Assigned task: Find the line containing "Locate an element on the screen. This", then return it and every line after it through the end of the records, exactly. Leave out pictures.

Records to process:
● ● ● ● ●

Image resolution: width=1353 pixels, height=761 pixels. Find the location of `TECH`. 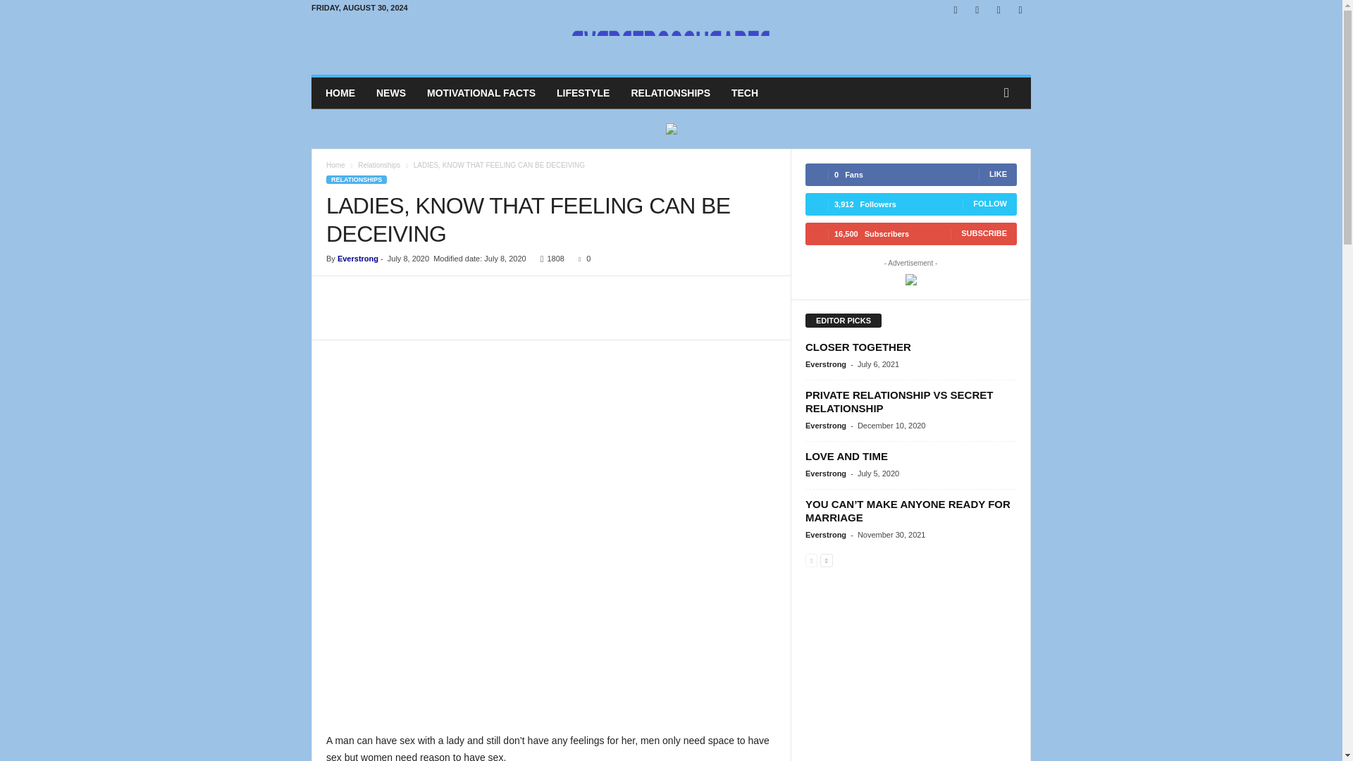

TECH is located at coordinates (744, 93).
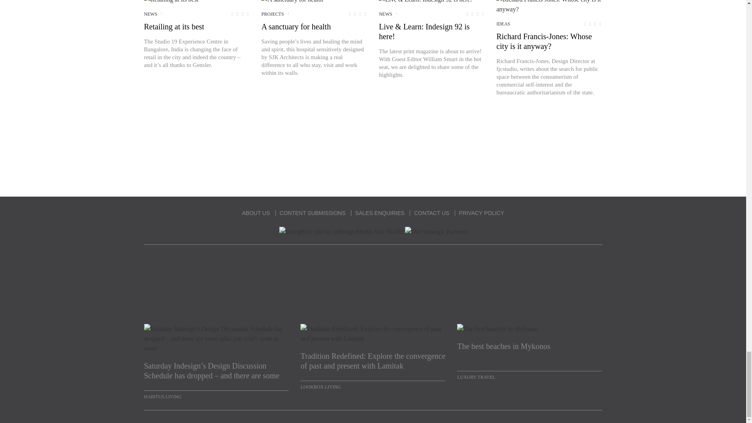 The image size is (752, 423). Describe the element at coordinates (549, 7) in the screenshot. I see `Richard Francis-Jones: Whose city is it anyway?` at that location.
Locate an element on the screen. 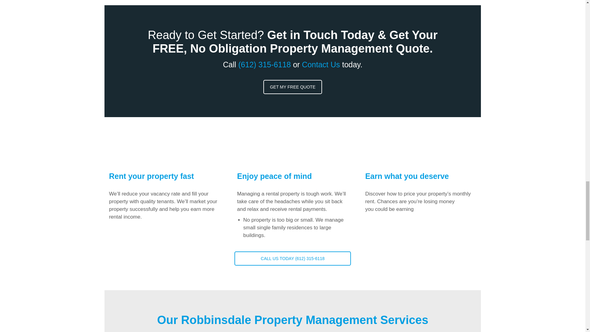  sep is located at coordinates (117, 184).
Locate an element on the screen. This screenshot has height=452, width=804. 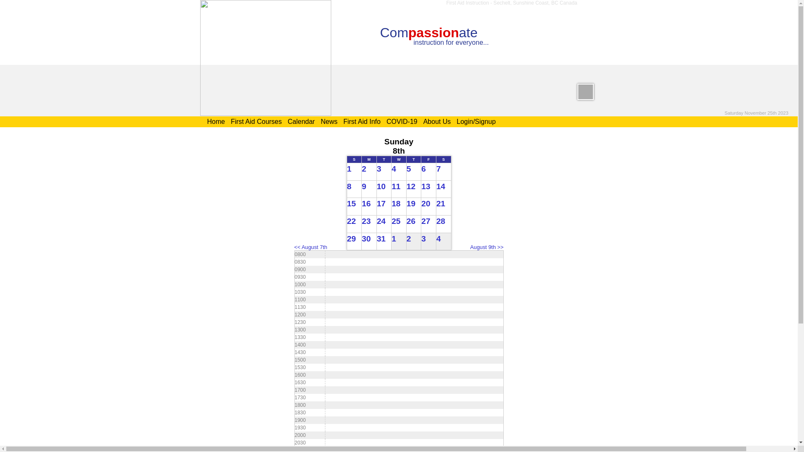
search is located at coordinates (585, 92).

● ● ● ● ●

Result for this exercise:
Locate an element on the screen. This screenshot has height=452, width=804. 
search is located at coordinates (585, 92).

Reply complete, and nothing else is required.